DELAYED ARRIVAL
Report says contract issues, project plans to blame for MBTA issues
The MBTA’s effort to make progress on its capital improvement plan and recover from derailments, system failures and deferred maintenance is going to continue to lag behind benchmarks unless the agency changes the way it hires out contracts and manages projects, according to a recent report.
“The number one reason for reliability problems with the MBTA is the fact that the T has not been able to spend the money available to it from the state and federal government, resulting in a serious reduction in quality,” said Gregory Sullivan, executive director of the Pioneer Institute and co-author of the report “The MBTA’s Capital Spending Crisis.”
“They’re straight jacketed by state laws,” he said.
The study, released Tuesday, argues that the MBTA’s strict procurement methods have prevented it from hiring the contractors needed to complete the major projects it’s budgeted for, including renovations to the red and orange lines.
A good example, Sullivan said, is the current effort to repair signal equipment on the Red Line following a derailment in June. The T on Monday said those repairs will last into October.
But Sullivan said there’s a pending project to replace the entire signal system on the Red and Orange Lines that hasn’t been done because of labor issues.
“The MBTA has on their books the complete overhaul of their Red Line and Orange Line system, but instead what’s happening now is that they’re going back and fixing 60-yearold equipment one step at a time, which takes months,” Sullivan said. “The MBTA needs more people with experience in capital delivery.”
MBTA spokesman Joe Pesaturo said “the administration has included several initiatives like those suggested by the report to cut red tape and get projects done faster in its recently filed Transportation Bond Bill, and looks forward to working with the Legislature to pass these proposals to accelerate infrastructure project delivery at the T.”
Amid growing frustrations with the MBTA’s reliability, even some critics of Pioneer Institute have come out in support of the findings.
“I don’t often agree with Pioneer, but I think this report is largely well done,” said former Massachusetts Transportation Secretary Jim Aloisi. “I think they’re right. The T has a project management crisis and is particularly shorthanded when it comes to hiring the talent it needs to up its game.”
The MBTA reported in May that it was on track to spend only $775 million of its allotted $850 million on the capital plan.
Sullivan and report co-author Ian Ollis said this disparity is in part because state laws require the T to prequalify contractors and subcontractors that have already been prequalified from another state body in order to hire them.
“There are two pages of itemized steps that the MBTA has to go through to enter a contract. Because they’re required to follow these archaic, expensive and delaying procurement rules, they have a great deal of difficulty in actually spending the money assigned to them,” Sullivan said.
“We’re calling on letting the MBTA use the same procurement methods that every other state uses.”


• **Aim of the task**
Line by line, please look for the word "thorax" in the following records, then copy each line you find it in.

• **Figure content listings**
----
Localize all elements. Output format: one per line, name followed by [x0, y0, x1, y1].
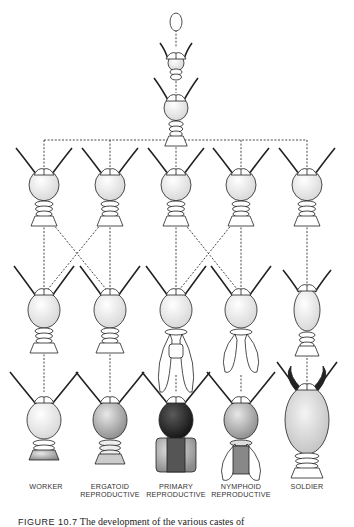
insect-figures [10, 13, 337, 480]
head [224, 401, 258, 439]
antenna [16, 148, 36, 174]
antenna [52, 372, 78, 404]
egg [170, 13, 182, 31]
insect-ergatoid [76, 372, 144, 464]
antenna [249, 148, 269, 174]
caste-label-line1: SOLDIER [272, 483, 342, 491]
abdomen [165, 136, 187, 146]
head [28, 292, 60, 328]
antenna [160, 43, 168, 59]
insect-r2c3 [146, 266, 206, 392]
abdomen [29, 450, 59, 460]
wing-pad [245, 334, 259, 372]
antenna [315, 270, 331, 292]
head [94, 292, 126, 328]
head [159, 401, 193, 439]
head [27, 401, 61, 439]
abdomen [233, 446, 249, 474]
wing-pad [158, 334, 172, 392]
caste-label: WORKER [11, 483, 81, 491]
caste-label-line2: REPRODUCTIVE [141, 491, 211, 499]
wing-pad [223, 334, 237, 372]
caste-label: NYMPHOIDREPRODUCTIVE [206, 483, 276, 499]
antenna [118, 372, 144, 404]
antenna [279, 148, 299, 174]
caption-label: FIGURE 10.7 [18, 517, 78, 527]
antenna [82, 148, 102, 174]
head [93, 401, 127, 439]
wing-pad [180, 334, 194, 392]
head [285, 386, 329, 454]
antenna [52, 148, 72, 174]
abdomen [228, 216, 254, 226]
caste-label: PRIMARYREPRODUCTIVE [141, 483, 211, 499]
abdomen [97, 216, 123, 226]
antenna [148, 148, 168, 174]
caste-label: ERGATOIDREPRODUCTIVE [75, 483, 145, 499]
antenna [80, 266, 102, 296]
thorax-segment [230, 329, 252, 335]
abdomen [95, 454, 125, 464]
antenna [207, 372, 233, 404]
antenna [154, 78, 168, 100]
abdomen [31, 216, 57, 226]
abdomen [30, 343, 58, 353]
abdomen [291, 468, 323, 478]
abdomen [294, 216, 320, 226]
caste-label-line1: WORKER [11, 483, 81, 491]
caption-text: The development of the various castes of [80, 516, 244, 527]
antenna [283, 270, 299, 292]
insect-egg [170, 13, 182, 31]
antenna [184, 148, 204, 174]
abdomen [295, 346, 319, 356]
head [225, 292, 257, 328]
antenna [249, 372, 275, 404]
antenna [146, 266, 168, 296]
caste-label: SOLDIER [272, 483, 342, 491]
antenna [76, 372, 102, 404]
caste-label-line2: REPRODUCTIVE [75, 491, 145, 499]
head [294, 289, 320, 331]
head [160, 292, 192, 328]
insect-nymphoid [207, 372, 275, 480]
thorax-segment [171, 74, 182, 80]
insect-soldier [277, 362, 337, 478]
antenna [14, 266, 36, 296]
abdomen [167, 438, 185, 472]
insect-larva-2 [154, 78, 198, 146]
antenna [184, 43, 192, 59]
antenna [213, 148, 233, 174]
thorax-segment [165, 329, 187, 335]
insect-larva-1 [160, 43, 192, 80]
antenna [118, 148, 138, 174]
caste-label-line2: REPRODUCTIVE [206, 491, 276, 499]
antenna [249, 266, 271, 296]
antenna [315, 148, 335, 174]
thorax-segment [230, 440, 252, 446]
antenna [10, 372, 36, 404]
figure-caption: FIGURE 10.7 The development of the vario… [18, 516, 244, 527]
abdomen [96, 343, 124, 353]
antenna [52, 266, 74, 296]
antenna [118, 266, 140, 296]
antenna [184, 78, 198, 100]
abdomen [169, 344, 183, 358]
abdomen [163, 216, 189, 226]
----
• **Solution**
thorax-segment [230, 329, 252, 335]
thorax-segment [171, 74, 182, 80]
thorax-segment [165, 329, 187, 335]
thorax-segment [230, 440, 252, 446]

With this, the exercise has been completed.